Very interesting was the first glimpse of Hindoos; and still more of Hindoos in the West Indies the surplus of one of the oldest civilisations of the old world, come hither to replenish the new; novel was the sight of the dusky limbs swarming up and down among the rocks beneath the Matapalo shade; the group in the water as we landed, bathing and dressing themselves at the same time, after the modest and graceful Hindoo fashion; the visit to the wooden barracks, where a row of men was ranged on one side of the room, with their women and children on the other, having their name, caste, native village, and so forth, taken down before they were sent off to the estates to which they were indentured.

He will look up, with something like a malediction, at the Matapalos, which, every fifty yards, have seized on mighty trees, and are enjoying, I presume, every different stage of the strangling art, from the baby Matapalo, who, like the one which you saw in the Botanic Garden, has let down his first air-root along his victim's stem, to the old sinner whose dark crown of leaves is supported, eighty feet in air, on innumerable branching columns of every size, cross-clasped to each other by transverse bars.

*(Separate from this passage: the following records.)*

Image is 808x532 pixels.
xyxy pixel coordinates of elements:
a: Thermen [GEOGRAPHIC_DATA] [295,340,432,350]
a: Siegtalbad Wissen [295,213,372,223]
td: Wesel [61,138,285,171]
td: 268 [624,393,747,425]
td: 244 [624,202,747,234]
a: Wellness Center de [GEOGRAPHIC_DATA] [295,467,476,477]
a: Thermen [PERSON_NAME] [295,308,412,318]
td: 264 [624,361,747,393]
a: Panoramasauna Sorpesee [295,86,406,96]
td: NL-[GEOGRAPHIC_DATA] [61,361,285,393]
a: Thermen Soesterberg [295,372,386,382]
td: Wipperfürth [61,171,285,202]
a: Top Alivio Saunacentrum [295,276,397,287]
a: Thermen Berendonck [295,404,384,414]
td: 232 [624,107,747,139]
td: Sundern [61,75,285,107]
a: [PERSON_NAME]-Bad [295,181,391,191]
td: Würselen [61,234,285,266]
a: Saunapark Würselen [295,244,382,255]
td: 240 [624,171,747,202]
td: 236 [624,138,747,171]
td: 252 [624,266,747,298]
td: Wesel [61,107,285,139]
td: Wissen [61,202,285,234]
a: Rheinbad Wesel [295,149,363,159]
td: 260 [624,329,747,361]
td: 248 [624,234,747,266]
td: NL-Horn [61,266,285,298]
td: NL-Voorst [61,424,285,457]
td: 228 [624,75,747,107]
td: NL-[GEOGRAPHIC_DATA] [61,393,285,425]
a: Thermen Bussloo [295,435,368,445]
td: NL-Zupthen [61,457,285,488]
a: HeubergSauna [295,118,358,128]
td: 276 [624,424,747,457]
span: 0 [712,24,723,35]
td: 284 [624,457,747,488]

And as in a dream, or rather as part of a dream, and myself a phantom and a play-actor, I looked out over the side, and saw on the right the black Avails of Monos, on the left the black walls of Huevos a gate even grander, though not as narrow, as that of Monos; and the Umbrella Rock, capped with Matapalo and Cactus, and night-blowing Cereus, dim in the dusk. And now we were outside.

For the whole cliff was falling daily into the sea, and it was hardly safe to venture to the beach for fear of falling stones and earth. Down, however, we went, by a natural ladder of Matapalo roots, and saw at once how the cove was being formed. The rocks are probably Silurian; and if so, of quite immeasurable antiquity.